Thanks for posting. I weigh and record everything so I know I am accurate. I will keep the faith. I was so motivated when the scale dropped and now I get frustrated. Sometimes it's hard to trust the process. Especially when I keep hearing Menopause means you can't loose weight.0 -
ladybug4233 wrote: »ladybug4233 wrote: »
OK thanks that's much clearer, wasn't seeing that timeline.
Just about halfway to goal in five weeks.
Your recent resumption of strength training could well be responsible for some soreness/inflammation and resulting water weight retention/addition masking fat loss on the scales.
If you are confident you are in a deficit you can be equally confident you are losing fat.

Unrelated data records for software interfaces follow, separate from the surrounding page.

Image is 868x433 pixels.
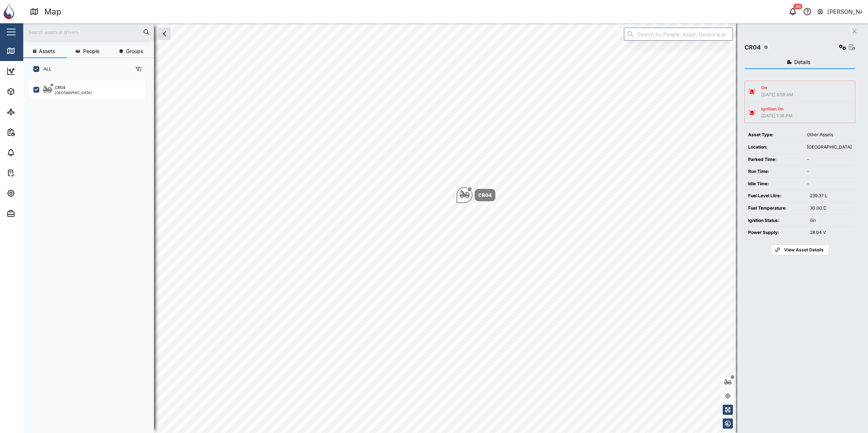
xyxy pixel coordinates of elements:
div: Ignition On [761,106,792,113]
a: View Asset Details [771,244,829,255]
div: Idle Time: [748,181,799,188]
div: 28.04 V [810,229,852,236]
div: Map [19,47,36,55]
span: Groups [126,49,143,54]
span: View Asset Details [784,245,824,255]
div: [GEOGRAPHIC_DATA] [807,144,852,151]
div: Ignition Status: [748,217,802,224]
div: 30.00 C [810,205,852,211]
div: Reports [19,128,43,136]
div: Admin [19,209,40,218]
div: Asset Type: [748,131,799,138]
div: CR04 [478,191,492,198]
span: People [83,49,100,54]
div: Map [44,5,61,19]
div: - [807,181,852,188]
div: - [807,168,852,175]
div: Fuel Temperature: [748,205,802,211]
input: Search by People, Asset, Geozone or Place [624,28,733,41]
span: Assets [39,49,55,54]
div: Fuel Level Litre: [748,192,802,199]
div: Settings [19,189,45,197]
img: Main Logo [4,4,19,19]
div: On [810,217,852,224]
div: Alarms [19,148,42,157]
div: Parked Time: [748,156,799,163]
div: Map marker [456,187,495,203]
div: Run Time: [748,168,799,175]
div: [DATE] 8:59 AM [761,92,793,98]
input: Search assets or drivers [28,26,150,37]
button: [PERSON_NAME] [817,6,862,17]
label: ALL [39,66,52,72]
div: Power Supply: [748,229,802,236]
div: Location: [748,144,799,151]
div: Dashboard [19,67,52,75]
div: [GEOGRAPHIC_DATA] [55,91,92,94]
div: Tasks [19,169,39,177]
div: Sites [19,108,36,116]
div: Assets [19,87,42,96]
div: On [761,85,793,92]
div: CR04 [744,42,761,52]
div: CR04 [55,85,66,91]
span: Details [794,59,810,65]
div: 46 [794,4,802,9]
div: - [807,156,852,163]
div: 239.37 L [810,192,852,199]
div: [DATE] 1:38 PM [761,113,792,120]
div: grid [29,78,154,427]
div: [PERSON_NAME] [827,7,862,16]
div: Other Assets [807,131,852,138]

Another question for you - if at the start of this process a magician had offered you two choices which one would you pick?
A/ Inconsistent weight loss but overall still on track at the halfway point.
B/ Consistent weight loss but slower than desired.
Thanks for responding. I weigh and record everything so I know I am in a deficit. I am happy about the 5 pounds but I have 10 more to go. It was motivating when the scale was going down. Now I get frustrated. Thanks for listening. I love the questions you posed. Its funny I go back and forth. But I lean towards B.
It wouldn't be my answer but I did suspect that you really crave consistency.
Of course this time next year it will only matter that you got to goal and maintained there, it really won't matter if you lost in a series of stalls and whooshes or a nice regular pattern.
BTW - my wife had a very sudden menopause 30 years ago (surgery) she has lost, gained, lost again and successfully maintained weight.
Keep the faith, you will get there.1 -
ladybug4233 wrote: »spiriteagle99 wrote: »Especially when I keep hearing Menopause means you can't loose weight.
Yaaaaaaaaaaah, don't listen to people who say that. While I personally haven't had the untold pleasure of going through it (yet), it's utter nonsense for anyone to claim that you CAN'T lose weight during menopause. If someone tells you that, ask for a concise explanation of the mechanism that allows women of a certain age (or age range, you know what I'm saying here) to defy the laws of thermodynamics.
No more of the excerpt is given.